Standalone, copy-me examples in the language you already use. Import and export are separate programs — one shows FundsXML → DB, the other DB → FundsXML — so you can lift exactly the direction you need:
| Language | Import (FundsXML → DB) | Export (DB → FundsXML) | DB driver | Verified |
|---|---|---|---|---|
| Python | python/import_fundsxml.py |
python/export_fundsxml.py |
stdlib sqlite3 |
✅ locally |
| Java | java/ImportFundsXml.java |
java/ExportFundsXml.java |
sqlite-jdbc (native javax.xml, no JAXB) |
✅ locally |
| JavaScript | javascript/import_fundsxml.mjs |
javascript/export_fundsxml.mjs |
sql.js (pure-WASM) |
✅ locally |
| C# / .NET | csharp/import/ |
csharp/export/ |
Microsoft.Data.Sqlite |
✅ locally + CI |
Every program is self-contained (one file / one project, its own copy of the small helper maps — nothing shared to import) and heavily commented as a teaching artifact. The CLI is uniform across languages:
<import-prog> <db> <fundsxml.xml> FundsXML -> rows (creates the schema)
<export-prog> <db> <docId> <out.xml> rows -> FundsXML
The round-trip is then simply: run import, then run export, then compare.
ddl/schema.sql: document → fund → portfolio → position,
share_class per fund, document-scoped asset. 1-based ordinal keys
(fund_seq, portfolio_seq, position_seq) capture multiple funds, multiple
portfolios, multiple positions and preserve their order, so the export is
deterministic and faithful. SQLite makes the examples zero-setup; the same SQL
runs on PostgreSQL (Oracle/SQL Server need only type tweaks — noted in the DDL).
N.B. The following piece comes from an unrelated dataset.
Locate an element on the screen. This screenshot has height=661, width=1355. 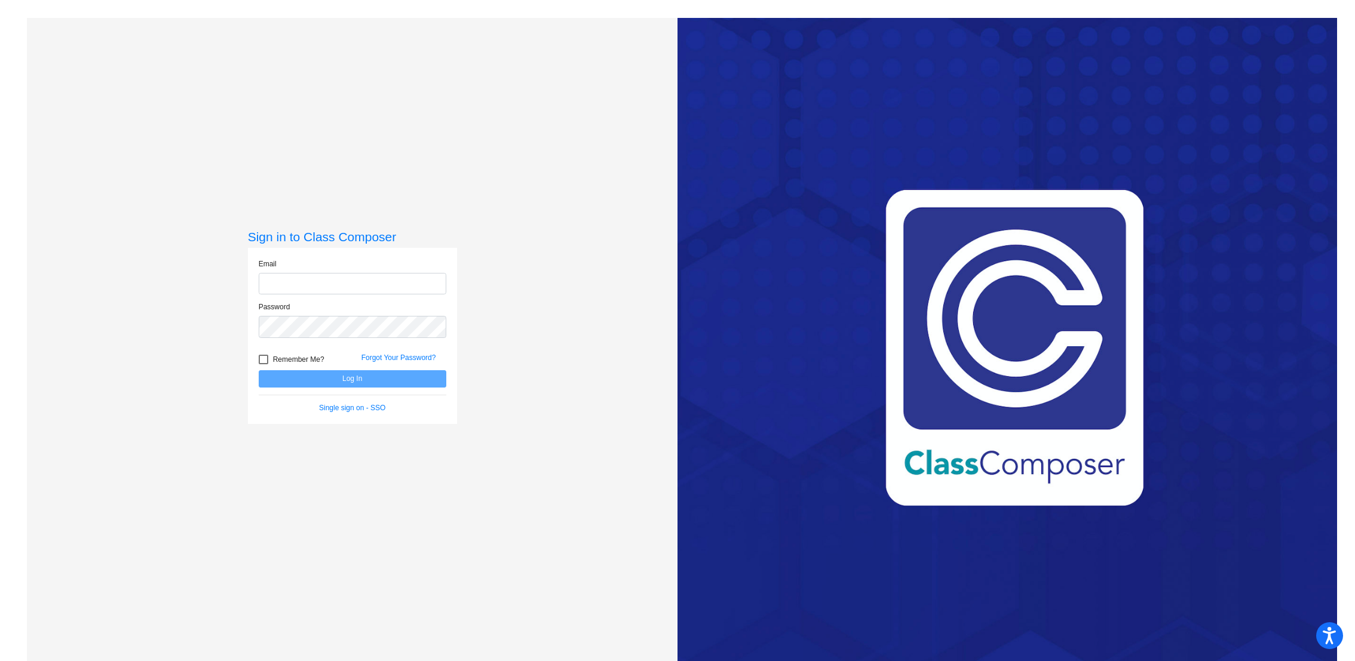
label: Email is located at coordinates (268, 264).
The user requirement: export the data the import wrote, then check the import
and export files are the same. tools/xml_equiv.py is the
shared comparator — two FundsXML files are equal when they differ only by the
volatile ControlData/DocumentGenerated timestamp, numeric formatting,
whitespace, and attribute/namespace ordering; everything else, including
child order, is significant. It is always paired with XSD validation
(xml_equiv deliberately ignores xmlns, so XSD is the complementary check).
The fixture
FundsXML_Files/4.2.9/positions/Multi-Fund_Positions.xml
(2 funds; one with 2 portfolios; share classes; document-scoped assets) is
authored round-trip-faithful — it contains only what the model captures, so
all four languages reproduce it exactly (verified: each export is
xml_equiv-equal to the original and to every other language's export, and
XSD-valid). The canonical Mixed-Fund_Positions.xml also round-trips (n=1)
XSD-valid; it is intentionally lossy outside the positions core, so only its
XSD-validity is asserted.
Each example is run as import, then export (the round-trip = both, then
compare). DOC is the document id the import prints.
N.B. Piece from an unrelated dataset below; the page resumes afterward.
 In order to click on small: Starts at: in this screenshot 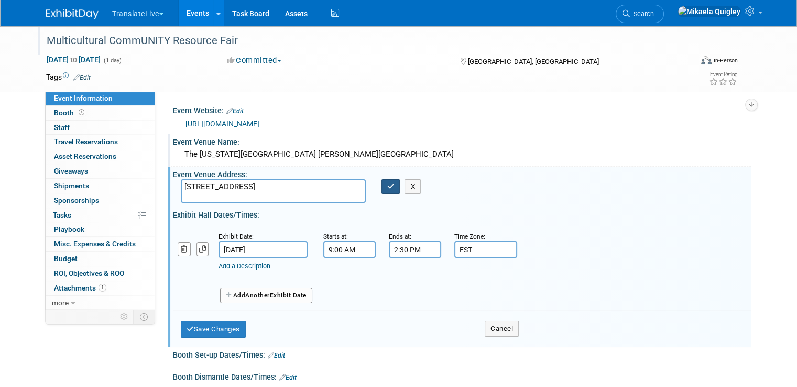, I will do `click(335, 236)`.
FX=FundsXML_Files/4.2.9/positions/Multi-Fund_Positions.xml
DOC=FUNDSXML_MULTI_1
# Python
python3 Database_Integration/python/import_fundsxml.py fx.db "$FX"
python3 Database_Integration/python/export_fundsxml.py fx.db "$DOC" out.xml
# Java (sqlite-jdbc from Maven Central via the committed Maven Wrapper;
# on Windows use mvnw.cmd)
MJ="./mvnw -q -pl Database_Integration/java compile exec:java"
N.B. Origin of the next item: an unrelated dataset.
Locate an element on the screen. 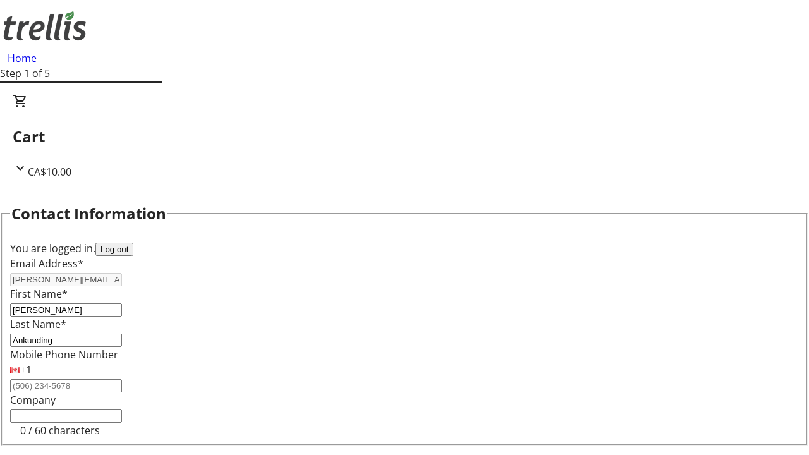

$MJ -Dexec.mainClass=ImportFundsXml -Dexec.args="fx.db $FX"
$MJ -Dexec.mainClass=ExportFundsXml -Dexec.args="fx.db $DOC out.xml"
# JavaScript
( cd Database_Integration/javascript && npm install )
node Database_Integration/javascript/import_fundsxml.mjs fx.db "$FX"
node Database_Integration/javascript/export_fundsxml.mjs fx.db "$DOC" out.xml
# C#
dotnet run --project Database_Integration/csharp/import -- fx.db "$FX"
dotnet run --project Database_Integration/csharp/export -- fx.db "$DOC" out.xml
# prove it: exported file == input file, and schema-valid
python3 Database_Integration/tools/xml_equiv.py "$FX" out.xml
XSD_Validation/cli/validate.sh \
https://github.com/fundsxml/schema/releases/download/4.2.9/FundsXML.xsd \
out.xml # or a local FundsXML.xsd path(--enable-native-access=ALL-UNNAMED only silences a JDK 24+ warning when
sqlite-jdbc loads its native library; the example works without it.)
load_from_fundsxml/ and
generate_fundsxml/ show the multi-fund shred/publish
pattern in Oracle, SQL Server and PostgreSQL SQL (nested XMLTABLE /
.nodes() with ordinality; grouped XMLAGG / FOR XML PATH). They are code
references mirroring the runnable examples; no database is provisioned here.
CI runs the round-trip for all four languages on the multi-fund fixture (equivalence + XSD), plus the single-fund sample, on every push.